Kyotaro Horiguchi <horikyota.ntt@gmail.com> writes:
> At Wed, 01 Feb 2023 15:01:34 -0500, Tom Lane <tgl@sss.pgh.pa.us> wrote in
>> I'm having a hard time getting excited about making such a change,
>> TBH. Why is it that you are running with
>> standard_conforming_strings = off and escape_string_warning = on
>> anyway? If you haven't yet converted your apps to support
>> standard-conforming strings, you probably aren't intent on
>> doing so in the near future, so you might as well turn off
>> escape_string_warning. We last worried about silencing such
>> warnings in our client programs more than a dozen years ago;
>> I'm not sure we should still be worried in 2023.

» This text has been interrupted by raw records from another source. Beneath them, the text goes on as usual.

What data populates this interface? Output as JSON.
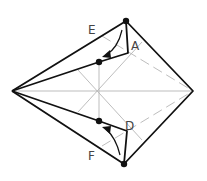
{
  "diagram": {
    "labels": {
      "E": "E",
      "A": "A",
      "D": "D",
      "F": "F"
    },
    "colors": {
      "outline": "#111111",
      "crease": "#aaaaaa",
      "background": "#ffffff"
    }
  }
}
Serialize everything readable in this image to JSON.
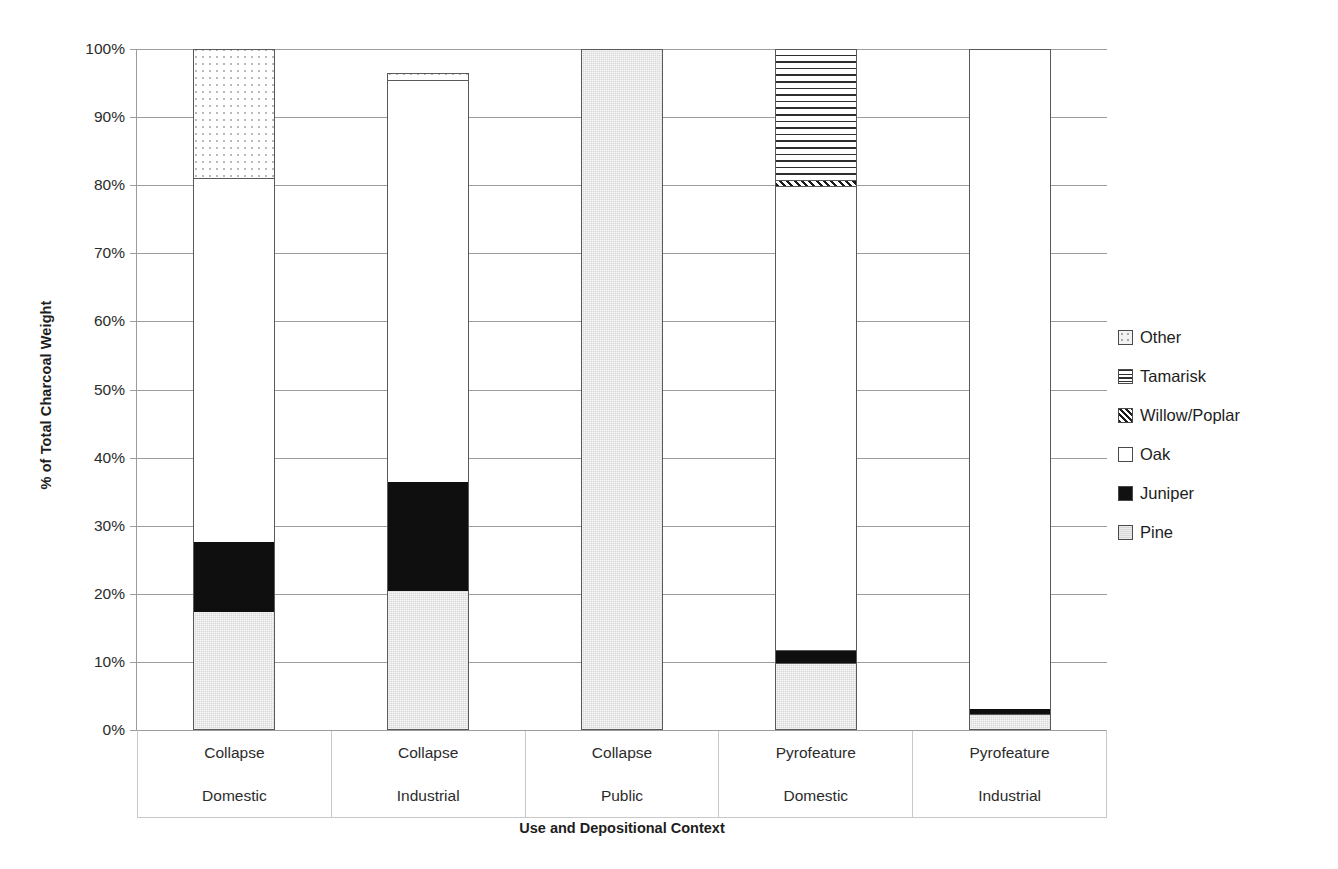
{
  "chart_data": {
    "type": "bar",
    "subtype": "stacked-percentage",
    "title": "",
    "xlabel": "Use and Depositional Context",
    "ylabel": "% of Total Charcoal Weight",
    "ylim": [
      0,
      100
    ],
    "ytick_labels": [
      "100%",
      "90%",
      "80%",
      "70%",
      "60%",
      "50%",
      "40%",
      "30%",
      "20%",
      "10%",
      "0%"
    ],
    "ytick_values": [
      100,
      90,
      80,
      70,
      60,
      50,
      40,
      30,
      20,
      10,
      0
    ],
    "grid": true,
    "legend_position": "right",
    "categories": [
      {
        "primary": "Collapse",
        "secondary": "Domestic"
      },
      {
        "primary": "Collapse",
        "secondary": "Industrial"
      },
      {
        "primary": "Collapse",
        "secondary": "Public"
      },
      {
        "primary": "Pyrofeature",
        "secondary": "Domestic"
      },
      {
        "primary": "Pyrofeature",
        "secondary": "Industrial"
      }
    ],
    "category_labels": [
      "Collapse Domestic",
      "Collapse Industrial",
      "Collapse Public",
      "Pyrofeature Domestic",
      "Pyrofeature Industrial"
    ],
    "series": [
      {
        "name": "Pine",
        "pattern": "light-grey-solid",
        "values": [
          17.2,
          20.3,
          100.0,
          9.7,
          2.2
        ]
      },
      {
        "name": "Juniper",
        "pattern": "black-solid",
        "values": [
          10.3,
          16.0,
          0.0,
          1.9,
          0.8
        ]
      },
      {
        "name": "Oak",
        "pattern": "white-solid",
        "values": [
          53.4,
          59.0,
          0.0,
          68.1,
          97.0
        ]
      },
      {
        "name": "Willow/Poplar",
        "pattern": "diagonal-hatch",
        "values": [
          0.0,
          0.0,
          0.0,
          0.9,
          0.0
        ]
      },
      {
        "name": "Tamarisk",
        "pattern": "horizontal-stripes",
        "values": [
          0.0,
          0.0,
          0.0,
          19.4,
          0.0
        ]
      },
      {
        "name": "Other",
        "pattern": "dotted",
        "values": [
          19.1,
          1.2,
          0.0,
          0.0,
          0.0
        ]
      }
    ],
    "bar_totals": [
      100.0,
      96.5,
      100.0,
      100.0,
      100.0
    ]
  },
  "legend": {
    "items": [
      {
        "label": "Other",
        "swatch": "dotted-swatch"
      },
      {
        "label": "Tamarisk",
        "swatch": "horizontal-stripe-swatch"
      },
      {
        "label": "Willow/Poplar",
        "swatch": "diagonal-hatch-swatch"
      },
      {
        "label": "Oak",
        "swatch": "white-swatch"
      },
      {
        "label": "Juniper",
        "swatch": "black-swatch"
      },
      {
        "label": "Pine",
        "swatch": "grey-swatch"
      }
    ]
  },
  "colors": {
    "pine": "#d8d8d8",
    "juniper": "#100f0f",
    "oak": "#ffffff",
    "outline": "#595959",
    "gridline": "#9c9c9c",
    "text": "#2b2b2b"
  }
}
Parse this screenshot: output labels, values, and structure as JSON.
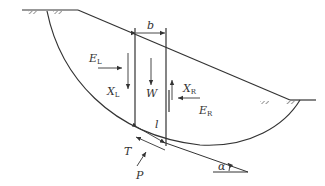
{
  "diagram": {
    "labels": {
      "b": "b",
      "EL": "E",
      "EL_sub": "L",
      "XL": "X",
      "XL_sub": "L",
      "W": "W",
      "XR": "X",
      "XR_sub": "R",
      "ER": "E",
      "ER_sub": "R",
      "l": "l",
      "T": "T",
      "P": "P",
      "alpha": "α"
    },
    "colors": {
      "line": "#333333",
      "background": "#ffffff"
    }
  }
}
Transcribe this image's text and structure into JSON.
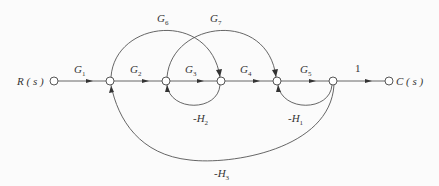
{
  "diagram": {
    "type": "signal-flow-graph",
    "input": "R ( s )",
    "output": "C ( s )",
    "nodes": [
      {
        "id": "R",
        "x": 54,
        "y": 81
      },
      {
        "id": "n1",
        "x": 110,
        "y": 81
      },
      {
        "id": "n2",
        "x": 166,
        "y": 81
      },
      {
        "id": "n3",
        "x": 221,
        "y": 81
      },
      {
        "id": "n4",
        "x": 277,
        "y": 81
      },
      {
        "id": "n5",
        "x": 333,
        "y": 81
      },
      {
        "id": "C",
        "x": 389,
        "y": 81
      }
    ],
    "forward_branches": [
      {
        "from": "R",
        "to": "n1",
        "gain": "G1",
        "base": "G",
        "sub": "1"
      },
      {
        "from": "n1",
        "to": "n2",
        "gain": "G2",
        "base": "G",
        "sub": "2"
      },
      {
        "from": "n2",
        "to": "n3",
        "gain": "G3",
        "base": "G",
        "sub": "3"
      },
      {
        "from": "n3",
        "to": "n4",
        "gain": "G4",
        "base": "G",
        "sub": "4"
      },
      {
        "from": "n4",
        "to": "n5",
        "gain": "G5",
        "base": "G",
        "sub": "5"
      },
      {
        "from": "n5",
        "to": "C",
        "gain": "1"
      }
    ],
    "feedforward_branches": [
      {
        "from": "n1",
        "to": "n3",
        "gain": "G6",
        "base": "G",
        "sub": "6"
      },
      {
        "from": "n2",
        "to": "n4",
        "gain": "G7",
        "base": "G",
        "sub": "7"
      }
    ],
    "feedback_branches": [
      {
        "from": "n3",
        "to": "n2",
        "gain": "-H2",
        "base": "-H",
        "sub": "2"
      },
      {
        "from": "n5",
        "to": "n4",
        "gain": "-H1",
        "base": "-H",
        "sub": "1"
      },
      {
        "from": "n5",
        "to": "n1",
        "gain": "-H3",
        "base": "-H",
        "sub": "3"
      }
    ],
    "line_color": "#444444"
  }
}
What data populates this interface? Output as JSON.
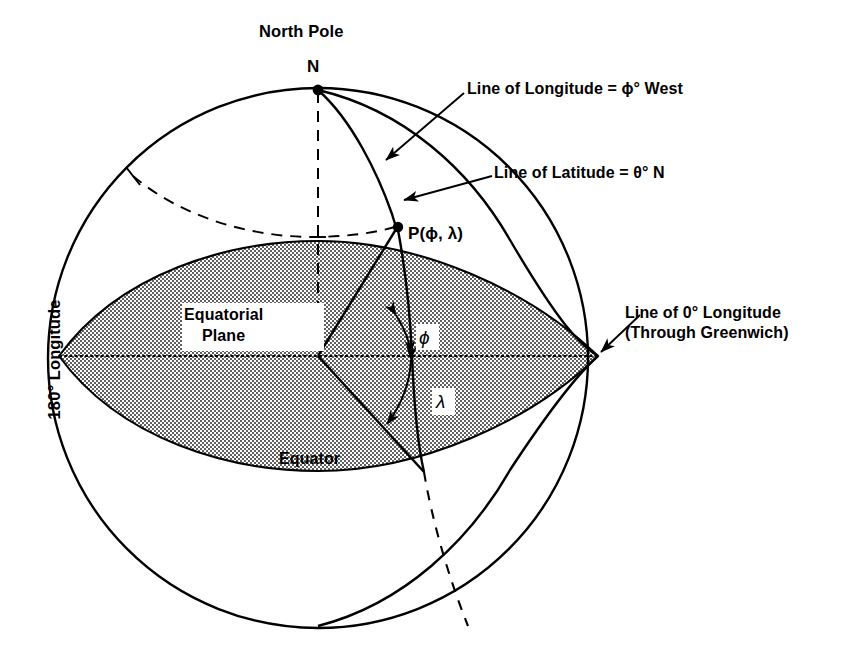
{
  "figure": {
    "kind": "geographic-coordinate-sphere-diagram",
    "background_color": "#ffffff",
    "line_color": "#000000",
    "shade_fill_color": "#d9d9d9"
  },
  "labels": {
    "north_pole": "North Pole",
    "north_pole_point": "N",
    "longitude_line": "Line of Longitude = ϕ° West",
    "latitude_line": "Line of Latitude = θ° N",
    "zero_longitude_line1": "Line of 0° Longitude",
    "zero_longitude_line2": "(Through Greenwich)",
    "point_p": "P(ϕ, λ)",
    "equatorial_plane_line1": "Equatorial",
    "equatorial_plane_line2": "Plane",
    "equator": "Equator",
    "longitude_180": "180° Longitude",
    "angle_phi": "ϕ",
    "angle_lambda": "λ"
  },
  "geometry": {
    "sphere_center_x": 318,
    "sphere_center_y": 358,
    "sphere_radius": 270,
    "north_pole_x": 318,
    "north_pole_y": 88,
    "point_p_x": 398,
    "point_p_y": 226,
    "equator_left_x": 59,
    "equator_right_x": 598,
    "equator_y": 356,
    "equatorial_plane_ry": 83
  },
  "icons": {
    "pole_marker": "filled-dot",
    "point_marker": "filled-dot",
    "leader_arrow": "arrowhead",
    "angle_arrow": "double-headed-arc-arrow"
  }
}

> I personally fine with the current behavior for the same reason as you
> raised. We could enclose completion queries by "BEGIN; SET LOCAL
> standard_... = on;" and "COMMIT;" in exec_query but I think you don't
> like that (and me neither).
Yeah ... also that's problematic if we're in a transaction, especially
an already-failed one.
Eventually I would like to remove the standard_conforming_strings GUC
altogether, primarily for the reason given at the top of gram.y:
* In general, nothing in this file should initiate database accesses
* nor depend on changeable state (such as SET variables). If you do
* database accesses, your code will fail when we have aborted the
* current transaction and are just parsing commands to find the next
* ROLLBACK or COMMIT. If you make use of SET variables, then you
* will do the wrong thing in multi-query strings like this:
* SET constraint_exclusion TO off; SELECT * FROM foo;
* because the entire string is parsed by gram.y before the SET gets
* executed. Anything that depends on the database or changeable state
* should be handled during parse analysis so that it happens at the
* right time not the wrong time.
Now, I don't foresee that actually happening any time soon (and every
report of somebody still using standard_conforming_strings = off
pushes out my idea of when it could happen). But perhaps allowing
minor annoyances like this to go unfixed would start to light a
fire under people to get off of that setting.